Social is the new search, but many publishers are then left with heaps of traffic they can’t make money from.
Condé Nast is attempting to solve that problem with The Accelerator, a platform that predicts when a story is going to blow up and enables advertisers to exploit it. The Accelerator has been in use for the past year by Wired and sibling pub Ars Technica, the latter of which created the platform. It looks at metrics like growth in views and shares and traffic sources to predict stories that will break a certain unique pageviews threshold (in the case of Wired and Ars, 100,000 unique pageviews).
Wired and Ars Technica have been packaging Accelerator as part of an overall media plan for a specific time period, like one week, with an eye toward advertisers that want to increase their exposure for a given period. Once a story seems like it has the potential to go viral, it is connected to an ad server, where an advertiser that has pre-bought the Accelerator will have its ad appear adjacent to the popular story. Porsche, LG, Motorola, HBO, Microsoft are among advertisers that have used the platform.
“We’d have these stories. like the Kim-Kanye story on Vogue, but we haven’t been able to monetize them, because we haven’t expected it,” said Josh Stinchcomb, vp of corporate partnerships at Condé Nast. “This allows us to monetize the spikes and lets the advertiser own that story. There’s over-delivery, typically, making the buy more efficient. More important, they get connected to the story everybody’s talking about.”
The program is a sign that big publishers are looking to come to advertisers with their own social ad story. Facebook, Twitter and others are getting the lion’s share of those budgets, and programs like The Accelerator are one way to claw some of that money back.
If a site were to underdeliver (which hasn’t happened yet, according to Condé Nast), it would extend the time period. Condé Nast isn’t the first publisher to try to capitalize on social media’s impact on news. The New York Times in 2012 launched a social media program, Ricochet, to monetize social sharing. The product let advertisers pick links and create special links for sharing, and have their ad appear when someone clicks on the link.
Other Condé Nast brands will have the ability to set their own rules and pageview thresholds when using the Accelerator. (An advertiser might not want its ad to appear on a story about a competitor, for example.) In theory, any of the brands could benefit from the platform, although since it’s predicated on newsy content, it’s more likely to do better with bigger brands.
The New Yorker is already out selling the program, as are Vanity Fair and Glamour.
“The New Yorker has great potential for this program, because we do have stories across the entire spectrum of what we write about that spike, and we have no way to predict that,” said Lisa Hughes, vp, publisher of the weekly magazine, whose huge recent traffic bonanzas have come from stories as diverse as Andrew Solomon’s profile on Adam Lanza’s father, which got more than 1 million unique visitors, and this parenting humor piece by Sarah Miller, which got 780,000.
In The New Yorker’s case, that breadth of subjects, ranging from somber investigative pieces to humor also means it may have to contend with advertisers that are choosy about what type of content they want to be associated with.
”Some advertisers run of site, some just on business channel or just against c-suite,” Hughes said. “I would imagine we’d have some of that in play. If we have an advertiser say, ‘I only want to be around thought leaders,’ we’ll tailor it to the advertiser’s need.”
It’s also worth noting that this may be the first time that the traditionally siloed Condé Nast has rolled out a product that originated at the brand level.
“Sharing this technology with the rest of the company was always our goal,” said Howard Mittman, vp, publisher of Wired and Ars Technica. “Our product team continues to act as a laboratory for innovation, and I hope it will be just as successful for the other brands as it has been for Ars and Wired.”
It’s not hard to imagine Condé Nast licensing the product to still other, non-Condé companies. To date, the company hasn’t had any conversations about that, Stinchcomb said, but that “anything’s possible.”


Exercise brief: The stretch from the line with "This screenshot has width=846, height=371." through the line with "pyautogui.click(x=<x>, y=<y>)" in the records below: write it out exactly, and nothing else.

Saved entries:

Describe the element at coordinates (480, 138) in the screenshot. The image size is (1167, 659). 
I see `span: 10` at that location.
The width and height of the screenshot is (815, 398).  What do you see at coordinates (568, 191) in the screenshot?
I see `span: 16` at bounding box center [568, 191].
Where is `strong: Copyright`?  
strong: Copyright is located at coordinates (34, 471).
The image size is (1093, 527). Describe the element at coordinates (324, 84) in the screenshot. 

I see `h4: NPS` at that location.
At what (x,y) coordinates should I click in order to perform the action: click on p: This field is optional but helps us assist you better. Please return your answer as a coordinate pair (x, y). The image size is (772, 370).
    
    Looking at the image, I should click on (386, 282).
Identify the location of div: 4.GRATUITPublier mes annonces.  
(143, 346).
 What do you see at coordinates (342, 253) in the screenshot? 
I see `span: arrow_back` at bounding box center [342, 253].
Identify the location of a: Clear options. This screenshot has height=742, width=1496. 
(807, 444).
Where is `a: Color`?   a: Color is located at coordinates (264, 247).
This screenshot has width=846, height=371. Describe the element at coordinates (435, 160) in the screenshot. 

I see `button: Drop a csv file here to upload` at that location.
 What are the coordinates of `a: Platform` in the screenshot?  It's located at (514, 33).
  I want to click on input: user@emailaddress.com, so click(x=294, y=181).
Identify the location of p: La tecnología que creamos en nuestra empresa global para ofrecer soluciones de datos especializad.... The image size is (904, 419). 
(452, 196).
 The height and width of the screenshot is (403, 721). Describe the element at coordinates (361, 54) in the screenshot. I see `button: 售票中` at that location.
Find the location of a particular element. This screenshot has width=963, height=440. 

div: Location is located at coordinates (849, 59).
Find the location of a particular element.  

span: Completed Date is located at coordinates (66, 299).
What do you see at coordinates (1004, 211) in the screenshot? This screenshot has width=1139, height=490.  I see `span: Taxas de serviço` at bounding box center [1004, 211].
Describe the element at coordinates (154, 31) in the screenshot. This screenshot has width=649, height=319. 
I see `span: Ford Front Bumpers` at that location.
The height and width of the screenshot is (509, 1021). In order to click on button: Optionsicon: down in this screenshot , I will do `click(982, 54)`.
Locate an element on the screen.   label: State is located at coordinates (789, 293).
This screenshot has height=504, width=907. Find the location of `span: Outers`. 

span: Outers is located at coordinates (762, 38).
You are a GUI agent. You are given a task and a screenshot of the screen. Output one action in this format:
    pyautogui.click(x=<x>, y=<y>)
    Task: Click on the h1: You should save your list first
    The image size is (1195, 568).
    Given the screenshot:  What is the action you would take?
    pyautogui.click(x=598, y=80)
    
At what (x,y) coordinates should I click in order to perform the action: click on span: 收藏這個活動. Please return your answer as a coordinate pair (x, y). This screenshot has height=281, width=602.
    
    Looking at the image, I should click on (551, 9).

Exercise result:
This screenshot has width=846, height=371. Describe the element at coordinates (435, 160) in the screenshot. 

I see `button: Drop a csv file here to upload` at that location.
 What are the coordinates of `a: Platform` in the screenshot?  It's located at (514, 33).
  I want to click on input: user@emailaddress.com, so click(x=294, y=181).
Identify the location of p: La tecnología que creamos en nuestra empresa global para ofrecer soluciones de datos especializad.... The image size is (904, 419). 
(452, 196).
 The height and width of the screenshot is (403, 721). Describe the element at coordinates (361, 54) in the screenshot. I see `button: 售票中` at that location.
Find the location of a particular element. This screenshot has width=963, height=440. 

div: Location is located at coordinates (849, 59).
Find the location of a particular element.  

span: Completed Date is located at coordinates (66, 299).
What do you see at coordinates (1004, 211) in the screenshot? This screenshot has width=1139, height=490.  I see `span: Taxas de serviço` at bounding box center [1004, 211].
Describe the element at coordinates (154, 31) in the screenshot. This screenshot has width=649, height=319. 
I see `span: Ford Front Bumpers` at that location.
The height and width of the screenshot is (509, 1021). In order to click on button: Optionsicon: down in this screenshot , I will do `click(982, 54)`.
Locate an element on the screen.   label: State is located at coordinates (789, 293).
This screenshot has height=504, width=907. Find the location of `span: Outers`. 

span: Outers is located at coordinates (762, 38).
You are a GUI agent. You are given a task and a screenshot of the screen. Output one action in this format:
    pyautogui.click(x=<x>, y=<y>)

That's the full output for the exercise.